Noises Off

5
Reviewer's rating

Amid January’s gloom, with the long nights and longer gas bills, this new production of Noises Off brings a moment of blazing warmth into the West End. I saw it on a damp, drizzly, driech Burns Night at the start of its eight-week run at the Phoenix Theatre, and it brought more joy than any haggis ever could. Seriously, even if you’ve seen Noises Off before during its 40-year existence, see this brilliant production. And if, like me, you haven’t seen it before, be prepared to roar with laughter.

The dramatist Michael Frayn’s genius insight is that what goes on behind the scenes of a play, especially a Z-list touring production of something terrible, is far more interesting than the drama on stage. In Noises Off, we see a cast of has-beens and never-weres struggling through a production of Nothing On, an old school farce with dropped trousers, slamming doors, and a ‘hilarious’ case of mistaken identity whereby who characters covered in sheets and towels are believed to be an Arab sheikh and his wife.

So far, so terrible. But then the actors break character and reveal themselves as the collection of divas, luvvies, and frustrated theatrical types, thrown together on tour to Weston-super-Mare, Ashton-under-Lyme, and Stockton-on-Tees. We see the fraught rehearsal, the backstage rivalries, a love tangle betwixt cast and crew, and an alcoholic old stager, played wonderfully by Matthew Kelly.

Felicity Kendall plays a fretful theatrical grande dame forgetting her lines and misplacing the plate of sardines (no spoilers, but sardines feature heavily). She is no less fantastic as you might expect – an absolute star, skillfully mangling her dialogue and artfully forgetting to put props in the right place.

I would single out two others from the ensemble cast for praise. First, Tracy-Ann Oberman who brings comedy gold, and echoes of Alison Steadman in Abigail’s Party, to the role of Belinda, a drama queen in every sense. And Joseph Millson as Garry the actor who wins the Basil Fawlty Award for physical comedy, throwing himself down the stairs, slipping on sardines, and speeding across the stage with his shoelaces tied together by a jealous rival. I hope he has good insurance.

Alexander Hanson, playing Lloyd Dallas, the director who would rather be doing Richard III, declares ‘this show is beyond the help of a director!’ That may be true of Nothing On, but real-life director Lindsay Posner does a remarkable job of bringing Noises Off to a new audience, without the need to ‘update’ the setting or the narrative.

The under-25s might struggle with references to the ‘inland revenue’, the newspaper, and the old BT landline telephone, and modern audiences may wince at the Shiekh-in-a-sheet gag, but fealty to the play’s early-80s origin is the right call. The three ornamental ducks ascending the wall, the barometer, and the black-and-white portable TV tell us this is the era of the Falklands not Facebook.

Michael Frayn was in the audience with family members including his granddaughter, not born when the play first appeared. At the interval he declared this production a great success, and I have to humbly agree with the great man. It is a work of unbelievably complexity. To get so much wrong takes an awful lot of getting it right. As in The Play that Goes Wrong and its spin-offs, which owe much to Frayn’s original, there is much comedy in error.

It must be exhausting for actors to remember to forget their lines, to slip in and out of two different characters, and to remember where the sardines are meant to be, in order to be in the wrong place. A special mention for Sasha Frost who stoically performs her role in the 1970s-style farce in her saucy underwear, being unceremoniously shoved into cupboards to avoid detection, just the like a childhood game of…well, you know.

Just to make it even harder for the actors, Act II is conducted largely in mime (to avoid any ‘noises off’), as the cast bicker backstage and the crew (Pepter Lunkuse as Poppy and Jonathan Coy as Freddy) grapple with curtains that don’t work, actors who won’t act, and restless half-full auditoriums of pensioners who may or may not make it to the final curtain. Lunkase has the most important line (which I won’t reveal) but Coy has the most fitting. ‘This is getting farcical’ he declares, and it certainly is.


# Work order
Pull every line containing "Business" out of the material below.
◆ ◆ ◆ ◆ ◆ ◆ ◆
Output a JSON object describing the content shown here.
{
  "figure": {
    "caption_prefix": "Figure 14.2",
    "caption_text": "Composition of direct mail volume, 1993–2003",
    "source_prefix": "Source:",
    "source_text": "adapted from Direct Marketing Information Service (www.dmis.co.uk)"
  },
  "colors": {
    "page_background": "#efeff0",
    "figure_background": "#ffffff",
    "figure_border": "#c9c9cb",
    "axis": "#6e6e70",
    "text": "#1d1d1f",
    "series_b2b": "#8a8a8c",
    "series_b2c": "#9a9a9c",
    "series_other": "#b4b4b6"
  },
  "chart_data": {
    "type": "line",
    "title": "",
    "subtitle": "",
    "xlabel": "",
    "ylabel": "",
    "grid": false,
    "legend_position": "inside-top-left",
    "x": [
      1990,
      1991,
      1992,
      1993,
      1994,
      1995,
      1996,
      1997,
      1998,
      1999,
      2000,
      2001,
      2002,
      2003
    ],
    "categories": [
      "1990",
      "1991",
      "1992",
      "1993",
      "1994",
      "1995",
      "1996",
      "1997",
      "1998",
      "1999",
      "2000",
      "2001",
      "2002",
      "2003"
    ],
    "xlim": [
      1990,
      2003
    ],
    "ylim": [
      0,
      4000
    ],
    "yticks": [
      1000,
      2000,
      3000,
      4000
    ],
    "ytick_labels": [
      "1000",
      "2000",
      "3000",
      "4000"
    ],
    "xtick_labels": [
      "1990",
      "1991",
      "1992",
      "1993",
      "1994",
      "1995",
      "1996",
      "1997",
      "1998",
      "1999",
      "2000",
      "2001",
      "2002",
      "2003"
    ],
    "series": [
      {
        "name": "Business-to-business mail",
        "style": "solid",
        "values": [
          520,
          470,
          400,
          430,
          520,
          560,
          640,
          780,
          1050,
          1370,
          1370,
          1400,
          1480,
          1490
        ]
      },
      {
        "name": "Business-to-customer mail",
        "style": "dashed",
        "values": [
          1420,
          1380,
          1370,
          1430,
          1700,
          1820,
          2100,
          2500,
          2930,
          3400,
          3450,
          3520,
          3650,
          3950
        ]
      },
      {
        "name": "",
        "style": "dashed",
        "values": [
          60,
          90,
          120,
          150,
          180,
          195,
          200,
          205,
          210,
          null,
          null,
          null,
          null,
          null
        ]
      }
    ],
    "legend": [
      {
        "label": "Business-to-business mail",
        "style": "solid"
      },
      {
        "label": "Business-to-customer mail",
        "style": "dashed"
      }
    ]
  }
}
◆ ◆ ◆ ◆ ◆ ◆ ◆
# Exercise output
        "name": "Business-to-business mail",
        "name": "Business-to-customer mail",
        "label": "Business-to-business mail",
        "label": "Business-to-customer mail",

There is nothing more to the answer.